• With: Bob Beckel, Eric Bolling, Dana Perino, Andrea Tantaros, Greg Gutfeld

    This is a rush transcript from "The Five," October 11, 2012. This copy may not be in its final form and may be updated.

    BOB BECKEL, CO-HOST: I'm supposed to be talking to liberals in this block. Since there aren't any, I'm not worried one bit about that or what President Obama is going to do about winning in November, because he is. Even though the president acknowledged he had a bad night in the first debate, he's confident, too.

    (BEGIN VIDEO CLIP)

    DIANE SAWYER, ABC NEWS: That debate, what happened?

    PRESIDENT BARACK OBAMA: Well, Governor Romney had a good night. It had a bad night.

    SAWYER: How bad?

    OBAMA: Well, it's not the first time I've had a bad night. But I think what's important is the fundamentals of what this race is about haven't changed.

    (END VIDEO CLIP)

    BECKEL: I think that's exactly right.

    Here are some interesting facts if you put the polls in together now. Romney got somewhat of a bump from the first debate but the problem was in Ohio, Virginia, and Florida -- 92 percent of the people already made up their minds. After the debate, none changed. Undecided in those states, Romney did win the undecided votes.

    But the fact remains in Florida and Virginia, Obama is still up by a point. Ohio up by six points.

    More importantly, in Ohio, they already voted 25 percent of their voters. It's overwhelmingly Democratic now.

    DANA PERINO, CO-HOST: I heard just the opposite.

    ANDREA TANTAROS, CO-HOST: Yes.

    BECKEL: Let me read it right from here. It says voters started in Ohio overwhelmingly Democratic and voted for the president by a wide margin.

    TANTAROS: That is in your own handwriting.

    (LAUGHTER)

    BECKEL: It's not really.

    ERIC BOLLING, CO-HOST: It's crayon.

    BECKEL: Clearly not. That's how they get to you. Say things like that. It's not in my handwriting. I don't write well.

    PERINO: He doesn't prepare.

    TANTAROS: The absentee ballots -- the reports I've seen of the absentee ballots are actually in favor of Mitt Romney. They're at the same level that George W. Bush had in Ohio and Florida in 2004.

    BECKEL: You are reading some place in the Wizard of Oz. These are votes of Gallup and Rasmussen and others. I don't trust Rasmussen poll.

    But the point you have to make out there is here is the fact, the fact --

    BOLLING: Can I ask you what it is?

    BECKEL: Can I finish my damn segment?

    BOLLING: Oh, sure. You said Gallup, Rasmussen and others. Is that the "Real Clear Politics" average?

    BECKEL: It's our research right here. I don't know, Eric. It says right here.

    BOLLING: All of that matters.

    BECKEL: I understand that.

    All I know is this -- is that this race really has not changed much in the base and internals. And Ohio will go for Obama. It has in fact -- despite Andrea misunderstanding that -- voted for the president.

    Beyond that, here is the most important reason that Obama is going to win. And that is Mitt Romney.

    And I make one last prediction and I turn it over to the panel. Obama will come out with a joke when he starts the second debate. He's going to laugh at himself, he's going to laugh at Romney. He will turn this whole thing in to a non-event in the second debate.

    TANTAROS: The problem is the whole country was laughing at him just a week ago. So a joke is not going to fix a fact that --

    BECKEL: That 92 percent of the people in Florida is still with him.

    TANTAROS: The momentum is clearly breaking in Mitt Romney's favor.

    BECKEL: That's ridiculous.

    TANTAROS: He leads with independents by double digits. He leads with enthusiasm and intensity by double digits.

    BECKEL: OK, let's have you come out and what will happen.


# THE TASK:
Your answer should be the complete data, copied exactly.
== DATA IN THIS EXERCISE
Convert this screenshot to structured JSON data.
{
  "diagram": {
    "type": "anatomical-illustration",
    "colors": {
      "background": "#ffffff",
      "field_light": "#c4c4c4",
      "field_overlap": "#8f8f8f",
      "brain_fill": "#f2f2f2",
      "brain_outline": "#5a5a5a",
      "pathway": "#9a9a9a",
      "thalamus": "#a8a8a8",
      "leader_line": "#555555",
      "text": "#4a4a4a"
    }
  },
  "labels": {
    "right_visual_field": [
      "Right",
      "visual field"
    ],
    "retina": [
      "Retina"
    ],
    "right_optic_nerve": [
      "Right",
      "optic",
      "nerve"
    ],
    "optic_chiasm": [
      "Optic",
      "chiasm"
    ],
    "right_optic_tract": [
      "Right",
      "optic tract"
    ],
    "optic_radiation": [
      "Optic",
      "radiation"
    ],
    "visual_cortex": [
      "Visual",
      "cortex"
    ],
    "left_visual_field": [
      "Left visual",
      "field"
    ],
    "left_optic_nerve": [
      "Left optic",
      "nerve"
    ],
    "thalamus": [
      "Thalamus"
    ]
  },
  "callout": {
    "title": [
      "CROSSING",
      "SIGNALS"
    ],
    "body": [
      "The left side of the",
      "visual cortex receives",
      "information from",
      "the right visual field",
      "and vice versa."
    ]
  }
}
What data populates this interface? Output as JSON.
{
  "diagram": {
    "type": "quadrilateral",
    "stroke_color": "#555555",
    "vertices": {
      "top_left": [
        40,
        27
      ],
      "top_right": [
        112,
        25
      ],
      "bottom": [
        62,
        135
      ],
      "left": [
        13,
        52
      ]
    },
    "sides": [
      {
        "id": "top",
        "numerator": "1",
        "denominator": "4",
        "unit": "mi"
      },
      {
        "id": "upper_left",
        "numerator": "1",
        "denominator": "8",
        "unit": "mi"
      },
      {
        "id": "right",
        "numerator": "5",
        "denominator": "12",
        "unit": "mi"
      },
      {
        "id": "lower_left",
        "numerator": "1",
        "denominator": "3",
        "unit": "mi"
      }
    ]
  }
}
====
# TASK ANSWER:
Convert this screenshot to structured JSON data.
{
  "diagram": {
    "type": "anatomical-illustration",
    "colors": {
      "background": "#ffffff",
      "field_light": "#c4c4c4",
      "field_overlap": "#8f8f8f",
      "brain_fill": "#f2f2f2",
      "brain_outline": "#5a5a5a",
      "pathway": "#9a9a9a",
      "thalamus": "#a8a8a8",
      "leader_line": "#555555",
      "text": "#4a4a4a"
    }
  },
  "labels": {
    "right_visual_field": [
      "Right",
      "visual field"
    ],
    "retina": [
      "Retina"
    ],
    "right_optic_nerve": [
      "Right",
      "optic",
      "nerve"
    ],
    "optic_chiasm": [
      "Optic",
      "chiasm"
    ],
    "right_optic_tract": [
      "Right",
      "optic tract"
    ],
    "optic_radiation": [
      "Optic",
      "radiation"
    ],
    "visual_cortex": [
      "Visual",
      "cortex"
    ],
    "left_visual_field": [
      "Left visual",
      "field"
    ],
    "left_optic_nerve": [
      "Left optic",
      "nerve"
    ],
    "thalamus": [
      "Thalamus"
    ]
  },
  "callout": {
    "title": [
      "CROSSING",
      "SIGNALS"
    ],
    "body": [
      "The left side of the",
      "visual cortex receives",
      "information from",
      "the right visual field",
      "and vice versa."
    ]
  }
}
What data populates this interface? Output as JSON.
{
  "diagram": {
    "type": "quadrilateral",
    "stroke_color": "#555555",
    "vertices": {
      "top_left": [
        40,
        27
      ],
      "top_right": [
        112,
        25
      ],
      "bottom": [
        62,
        135
      ],
      "left": [
        13,
        52
      ]
    },
    "sides": [
      {
        "id": "top",
        "numerator": "1",
        "denominator": "4",
        "unit": "mi"
      },
      {
        "id": "upper_left",
        "numerator": "1",
        "denominator": "8",
        "unit": "mi"
      },
      {
        "id": "right",
        "numerator": "5",
        "denominator": "12",
        "unit": "mi"
      },
      {
        "id": "lower_left",
        "numerator": "1",
        "denominator": "3",
        "unit": "mi"
      }
    ]
  }
}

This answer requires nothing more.